A man is clearly smitten by the innocence of a young woman who he is in a relationship with. But what would be the fate of this relationship? Paresh Tiwari’s poem presents the man’s roundabout answer to the question, even as he attempts to justify his stance.

It’s like in the words left unspoken,
scabbing over a bruised lip
in the cold November breeze.

She would watch with amazement,
as the waves crash over
the boulders and retreat.

She would follow the evening crow
on its flight into the bleeding sky,
and recite cheesy poetry laughing to herself.

She would jump into puddles,
sing aloud in the overflowing local trains.
She would leave her hair open for the wind,
and chase dragonflies over a field of pale yellow grass.

She would swing pebbles
on the mango trees
and point out birds that I had never known before.

She was young, almost too young.

She wore nothing to bed
and cried in movies I found corny.

“We would stay together forever.”
she would say one night after a fuck and a smoke.

That night those words bounced off
the pale sterile walls of the motel,
screaming back to me
over and over,
louder and louder …

When one is eighteen, forever seems like a very short time.
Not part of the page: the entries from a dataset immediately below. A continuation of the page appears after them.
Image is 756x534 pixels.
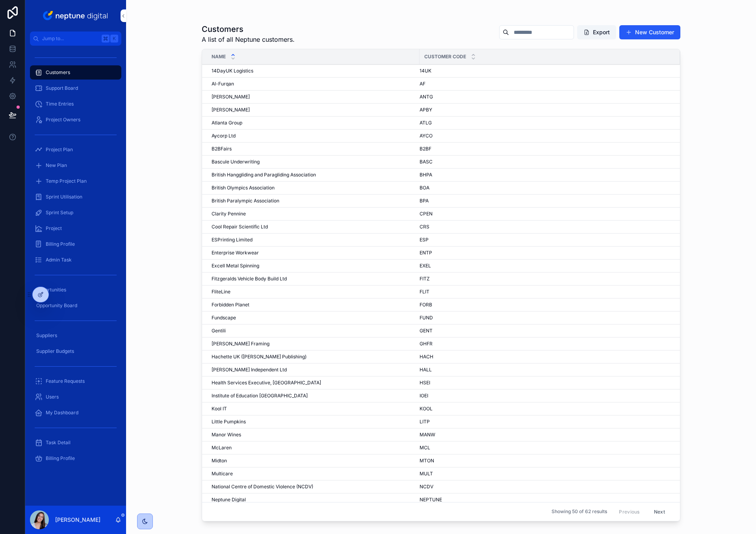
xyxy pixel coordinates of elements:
[420,172,670,178] a: BHPA
[420,471,433,477] span: MULT
[212,210,415,217] a: Clarity Pennine
[212,289,231,295] span: FliteLine
[212,249,258,256] span: Enterprise Workwear
[420,458,434,464] span: MTON
[420,367,432,373] span: HALL
[420,367,670,373] a: HALL
[420,120,670,126] a: ATLG
[45,194,82,200] span: Sprint Utilisation
[111,36,118,42] span: K
[212,184,275,191] span: British Olympics Association
[420,81,670,87] a: AF
[420,341,433,347] span: GHFR
[30,390,121,404] a: Users
[36,333,57,339] span: Suppliers
[420,471,670,477] a: MULT
[619,25,680,40] button: New Customer
[212,471,415,477] a: Multicare
[212,380,321,386] span: Health Services Executive, [GEOGRAPHIC_DATA]
[212,68,415,74] a: 14DayUK Logistics
[420,223,429,230] span: CRS
[420,380,670,386] a: HSEI
[30,436,121,450] a: Task Detail
[212,289,415,295] a: FliteLine
[420,197,670,204] a: BPA
[420,276,430,282] span: FITZ
[212,172,316,178] span: British Hanggliding and Paragliding Association
[45,117,81,123] span: Project Owners
[30,451,121,466] a: Billing Profile
[420,393,428,399] span: IOEI
[45,225,62,232] span: Project
[420,107,432,113] span: APBY
[30,374,121,388] a: Feature Requests
[420,146,670,152] a: B2BF
[420,445,670,451] a: MCL
[420,68,431,74] span: 14UK
[420,445,430,451] span: MCL
[212,458,227,464] span: Midton
[420,354,433,360] span: HACH
[212,445,232,451] span: McLaren
[212,380,415,386] a: Health Services Executive, [GEOGRAPHIC_DATA]
[212,146,232,152] span: B2BFairs
[212,393,308,399] span: Institute of Education [GEOGRAPHIC_DATA]
[420,236,670,243] a: ESP
[420,497,670,503] a: NEPTUNE
[212,53,225,60] span: Name
[212,223,415,230] a: Cool Repair Scientific Ltd
[30,32,121,45] button: Jump to...K
[212,262,259,269] span: Excell Metal Spinning
[212,172,415,178] a: British Hanggliding and Paragliding Association
[212,484,415,490] a: National Centre of Domestic Violence (NCDV)
[420,210,433,217] span: CPEN
[212,262,415,269] a: Excell Metal Spinning
[420,341,670,347] a: GHFR
[420,81,425,87] span: AF
[420,328,670,334] a: GENT
[212,419,415,425] a: Little Pumpkins
[45,410,79,416] span: My Dashboard
[212,432,241,438] span: Manor Wines
[30,406,121,420] a: My Dashboard
[420,328,433,334] span: GENT
[212,120,415,126] a: Atlanta Group
[420,432,670,438] a: MANW
[420,393,670,399] a: IOEI
[36,286,66,293] span: Opportunities
[420,249,670,256] a: ENTP
[420,458,670,464] a: MTON
[420,419,430,425] span: LITP
[420,262,431,269] span: EXEL
[30,97,121,111] a: Time Entries
[420,184,429,191] span: BOA
[420,68,670,74] a: 14UK
[25,45,126,476] div: scrollable content
[42,36,99,42] span: Jump to...
[420,197,429,204] span: BPA
[212,406,227,412] span: Kool IT
[30,222,121,236] a: Project
[212,236,253,243] span: ESPrinting Limited
[45,455,75,462] span: Billing Profile
[420,94,433,100] span: ANTG
[420,289,429,295] span: FLIT
[420,380,430,386] span: HSEI
[42,10,110,22] img: App logo
[201,34,295,44] span: A list of all Neptune customers.
[45,440,71,446] span: Task Detail
[212,146,415,152] a: B2BFairs
[212,184,415,191] a: British Olympics Association
[420,236,429,243] span: ESP
[420,120,432,126] span: ATLG
[212,249,415,256] a: Enterprise Workwear
[424,53,466,60] span: Customer Code
[45,378,84,385] span: Feature Requests
[212,406,415,412] a: Kool IT
[420,497,442,503] span: NEPTUNE
[551,509,607,515] span: Showing 50 of 62 results
[420,210,670,217] a: CPEN
[45,162,67,169] span: New Plan
[420,302,432,308] span: FORB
For me, I had known many of them before…

An electrical engineer by profession, a creative writer and illustrator by choice, Paresh Tiwari is currently based in Mumbai, India. His works which include haiku, haibun, tanka, free-form poetry, flash fiction and cartoon strips have been published in various reputed journals, and print anthologies. An Inch of Sky, Paresh Tiwari’s collected haiku and haibun, has been published by 20 Notebooks Press and is now available online.